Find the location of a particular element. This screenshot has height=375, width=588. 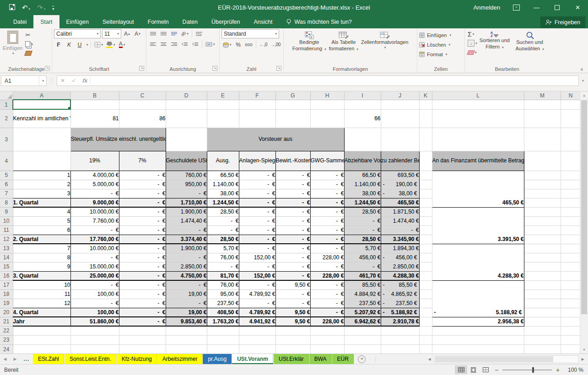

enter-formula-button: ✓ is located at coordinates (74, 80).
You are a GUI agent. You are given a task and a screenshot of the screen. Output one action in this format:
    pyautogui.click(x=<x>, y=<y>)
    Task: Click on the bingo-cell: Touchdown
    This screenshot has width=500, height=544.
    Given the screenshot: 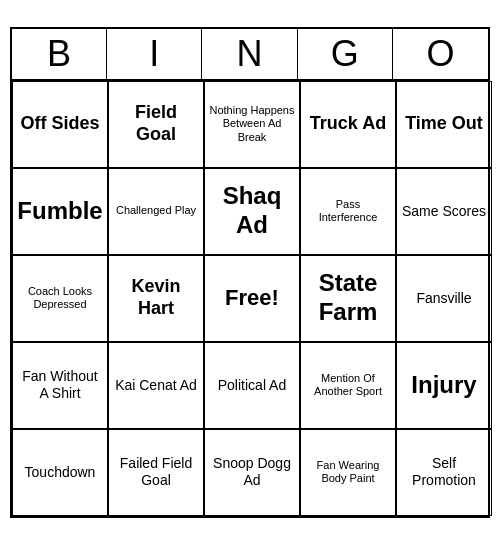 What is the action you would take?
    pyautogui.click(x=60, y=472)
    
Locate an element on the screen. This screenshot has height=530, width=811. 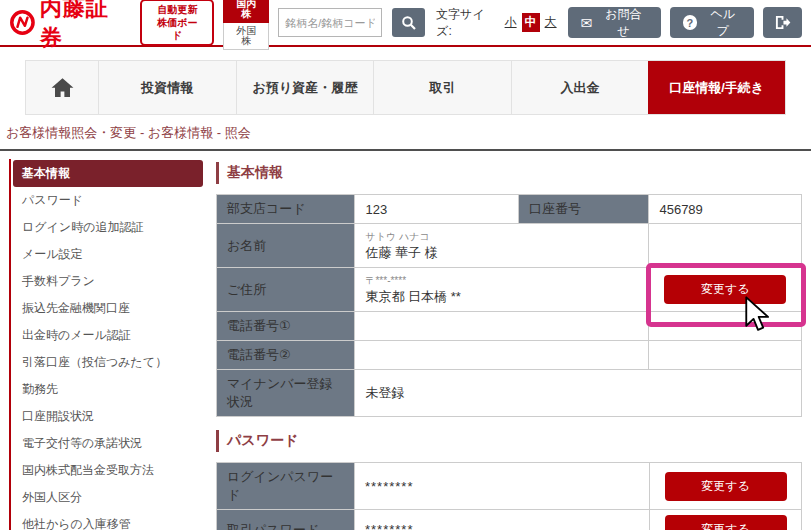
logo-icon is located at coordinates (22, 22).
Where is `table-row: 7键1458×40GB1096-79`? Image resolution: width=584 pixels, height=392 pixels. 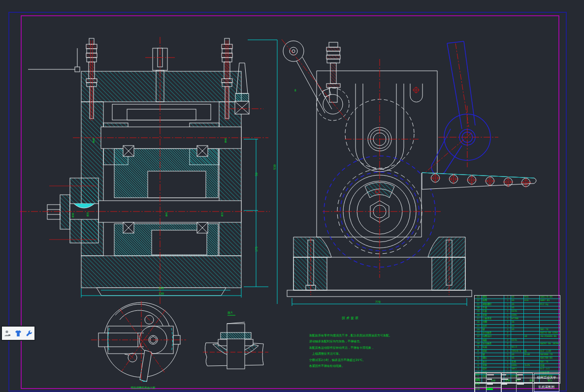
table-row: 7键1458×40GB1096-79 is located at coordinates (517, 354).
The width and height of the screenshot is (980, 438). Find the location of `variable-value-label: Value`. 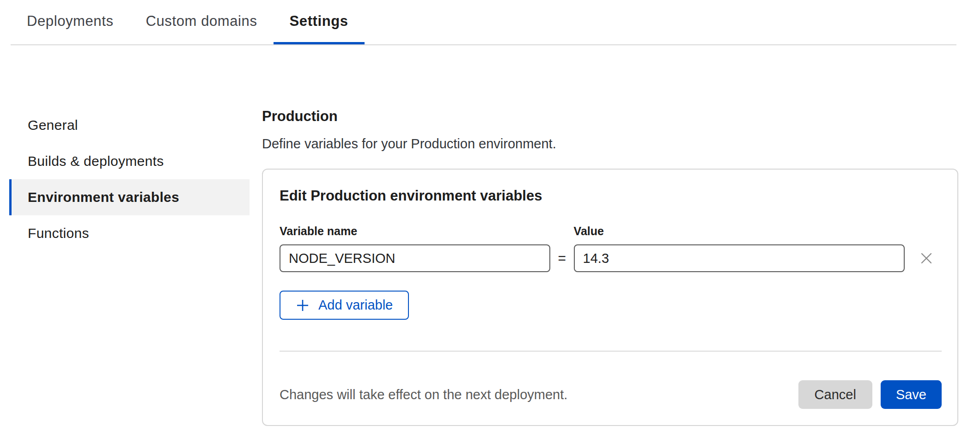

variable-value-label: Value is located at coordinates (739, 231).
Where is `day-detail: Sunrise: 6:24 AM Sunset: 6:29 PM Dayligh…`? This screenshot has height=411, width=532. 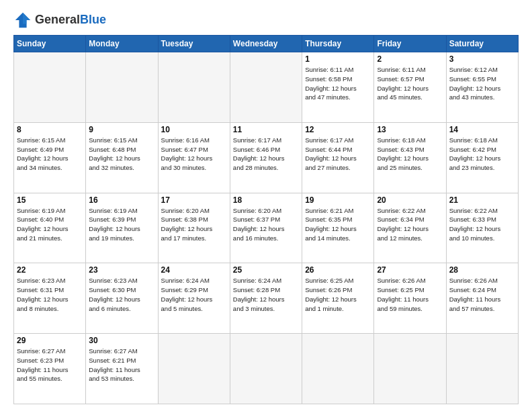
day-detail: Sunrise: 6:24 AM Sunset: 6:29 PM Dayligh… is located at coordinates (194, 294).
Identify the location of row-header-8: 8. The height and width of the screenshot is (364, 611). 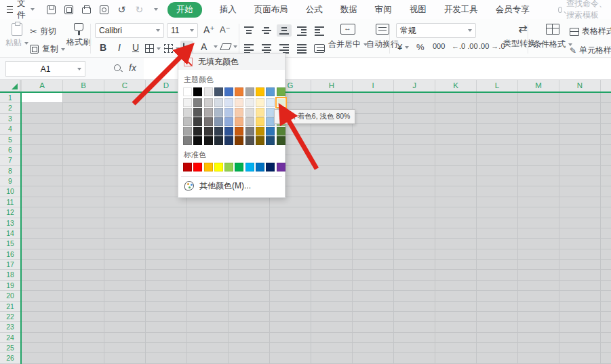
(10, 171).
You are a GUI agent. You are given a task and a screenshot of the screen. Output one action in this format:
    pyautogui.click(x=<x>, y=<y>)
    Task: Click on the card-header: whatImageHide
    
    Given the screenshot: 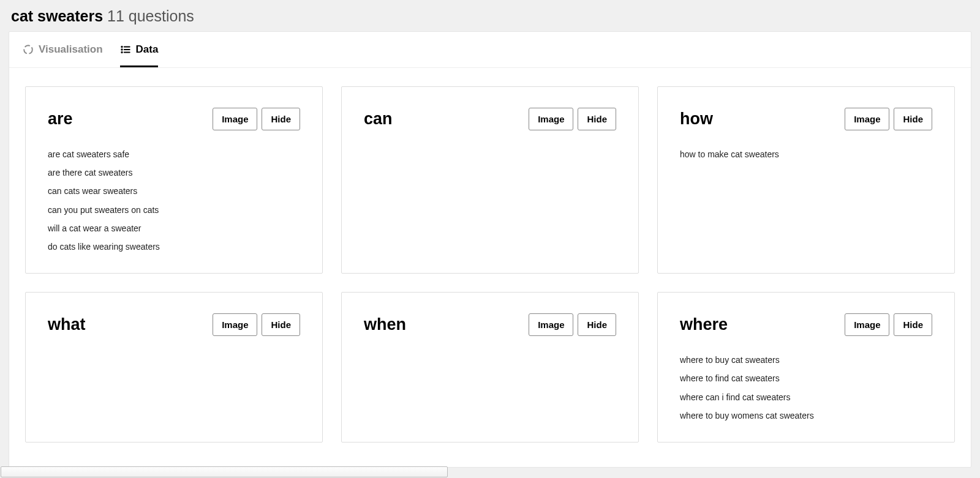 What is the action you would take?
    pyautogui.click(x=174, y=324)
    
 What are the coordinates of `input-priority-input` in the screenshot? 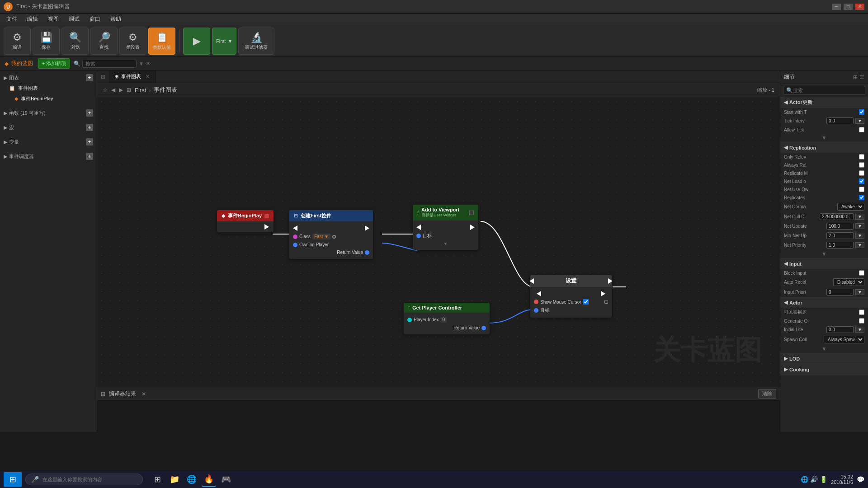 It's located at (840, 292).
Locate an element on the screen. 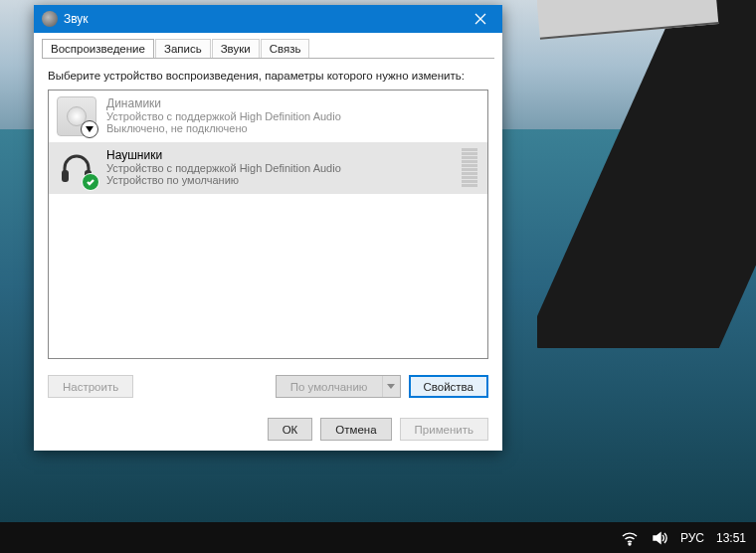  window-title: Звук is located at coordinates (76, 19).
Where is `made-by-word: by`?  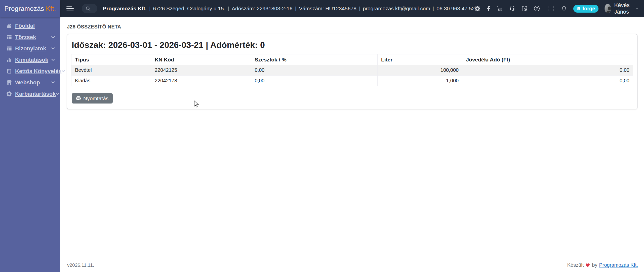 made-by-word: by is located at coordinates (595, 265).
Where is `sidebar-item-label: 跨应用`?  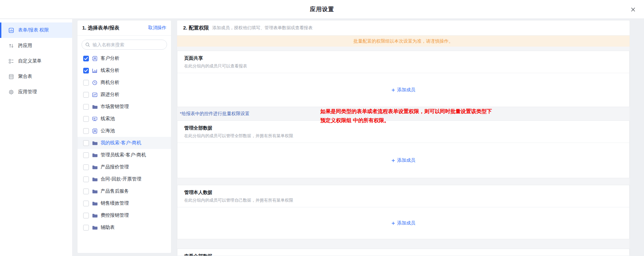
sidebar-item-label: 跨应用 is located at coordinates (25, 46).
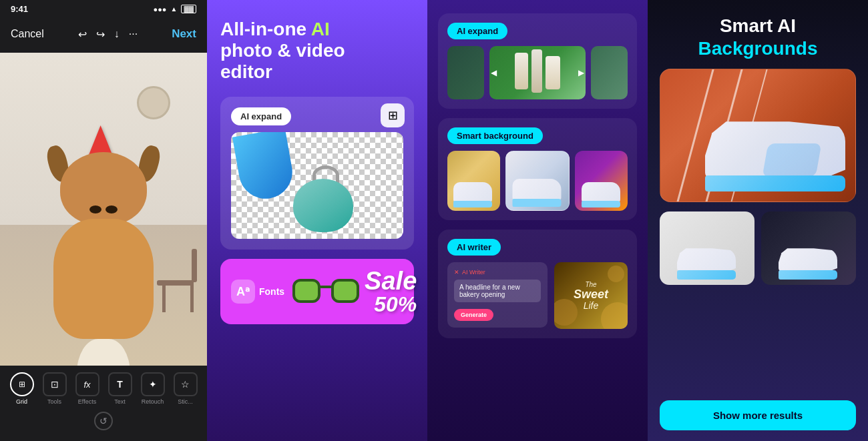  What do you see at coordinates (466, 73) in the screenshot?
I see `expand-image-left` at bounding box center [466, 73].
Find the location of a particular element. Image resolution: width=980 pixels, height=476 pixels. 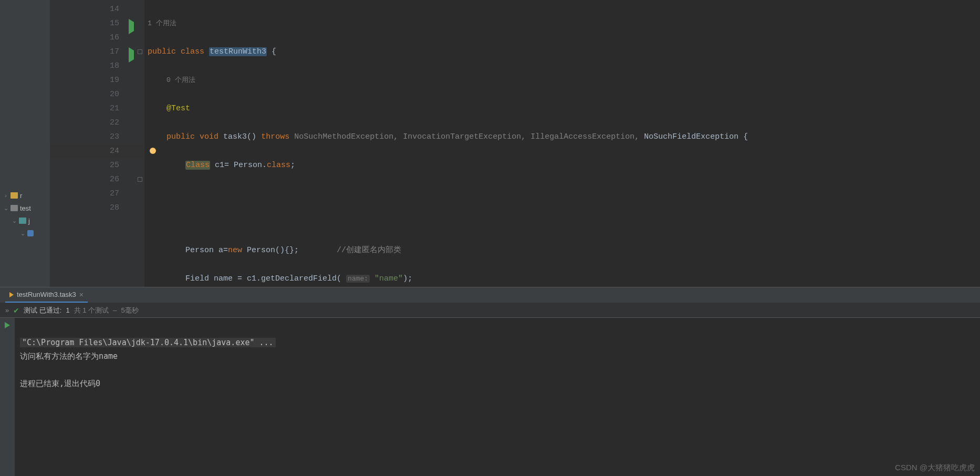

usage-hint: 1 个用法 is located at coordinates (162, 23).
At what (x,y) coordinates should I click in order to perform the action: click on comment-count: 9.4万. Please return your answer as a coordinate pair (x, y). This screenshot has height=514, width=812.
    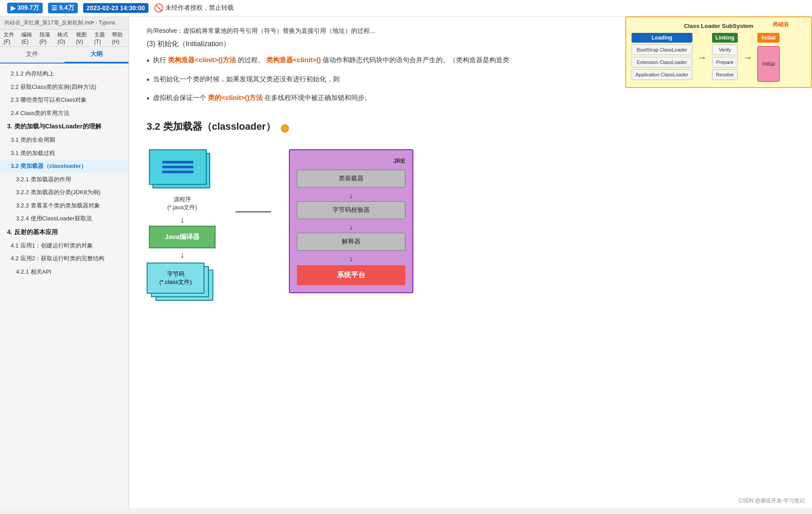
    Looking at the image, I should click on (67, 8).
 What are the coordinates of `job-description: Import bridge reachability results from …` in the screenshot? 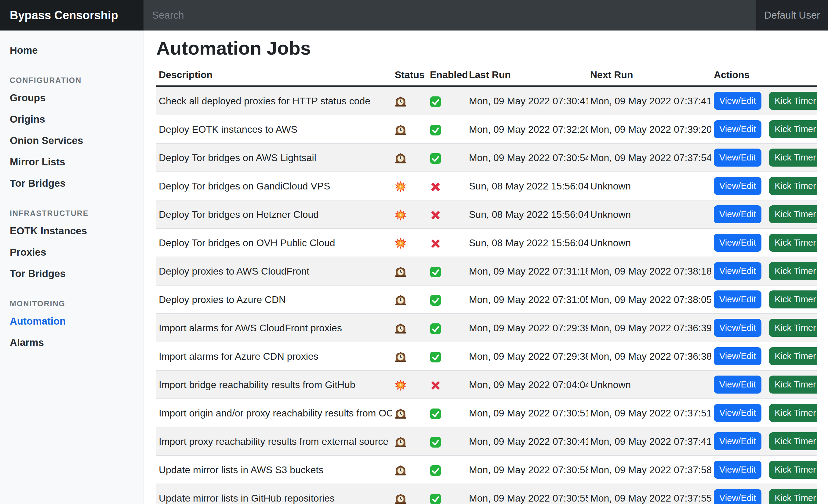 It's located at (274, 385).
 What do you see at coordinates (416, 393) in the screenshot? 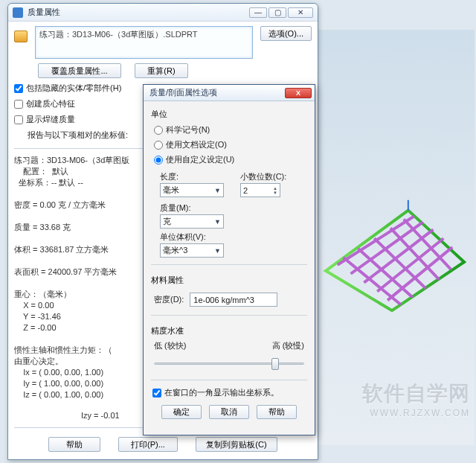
******************************
### ABOUT THIS TASK
Return the material line for line, from its beginning to the line that contains "This screenshot has width=500, height=544.", with the pictures left out.

### TASK OUTPUT
Find the location of a particular element. This screenshot has height=375, width=588. 

enter-formula-button: ✓ is located at coordinates (74, 80).
You are a GUI agent. You are given a task and a screenshot of the screen. Output one action in this format:
    pyautogui.click(x=<x>, y=<y>)
    Task: Click on the bingo-cell: Touchdown
    This screenshot has width=500, height=544.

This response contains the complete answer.